I was reading a story about a guy names Michale Proudfoot. He was wreck diving, and his regulator broke, so he lost all of his air. Luckily he found a pocket of air in the wreck. So the story goes, he survived off of that pocket of air for two days until someone found him. He also ate sea urchins for food.
So the question that I have is this: Could he have gotten the bends if he tried to swim to the surface? He was breathing "uncompressed" air...I think. Or would it be considered compressed because it was underwater? The articles that I have read do not say the depth.
Nice story....if it is true.....2 days of air in a pocket on a wreck.
Bottom line though is the air would be compressed, just as it you breathed it of a scuba regulator. So same issues.
I was reading a story about a guy names Michale Proudfoot. He was wreck diving, and his regulator broke, so he lost all of his air. Luckily he found a pocket of air in the wreck. So the story goes, he survived off of that pocket of air for two days until someone found him. He also ate sea urchins for food.
So the question that I have is this: Could he have gotten the bends if he tried to swim to the surface? He was breathing "uncompressed" air...I think.
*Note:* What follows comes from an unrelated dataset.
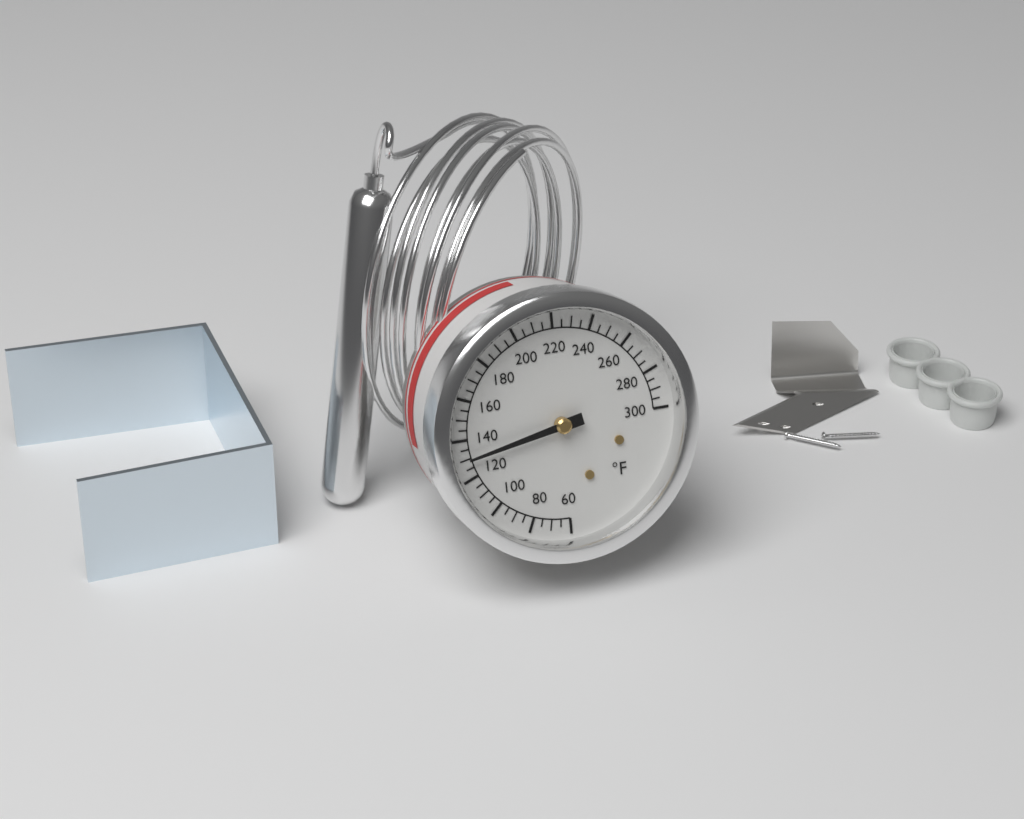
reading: 130 °F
Or would it be considered compressed because it was underwater? The articles that I have read do not say the depth.
A pocket of air at depth is certainly compressed to the surrounding ambient pressure.
Especially when the air (assumed exhausted from divers) has a lower Oxygen content (15% maybe) to start with.
That would be a long 2 days.......
not true, air exhaled at 100ft for example would contain about 20% oxygen and more importantly have an oxygen partial pressure of .8 or the equivalent of breathing 80% at the surface
the co2 would reach toxic level long before the oxygen levels became too low to support life
not true, air exhaled at 100ft for example would contain about 20% oxygen and more importantly have an oxygen partial pressure of .8 or the equivalent of breathing 80% at the surface
Silly me, I was worried more about the buildup of C02
Made up assumptions:
Sac = .5
Breath from air pocket and exhale to open water to avoid CO2 problems.
To have 2,880 min (48 hours * 60 Min) of air with the assumed sac, there would have had to be 1,440 cu. ft of air in there. (volume assumed compressed to whatever depth it is at)
Being seawater (64.2 lbs/cu.ft) the wreck would have to weigh more than 92,448 lbs to stay down with that pocket in it. Of course if it ever started to move up that air pocket would expand.
Of course if anyone could stand to eat Uni for two days straight, I would believe they were tough enough to hold their breath till help arived.... that stuff is nasty :P.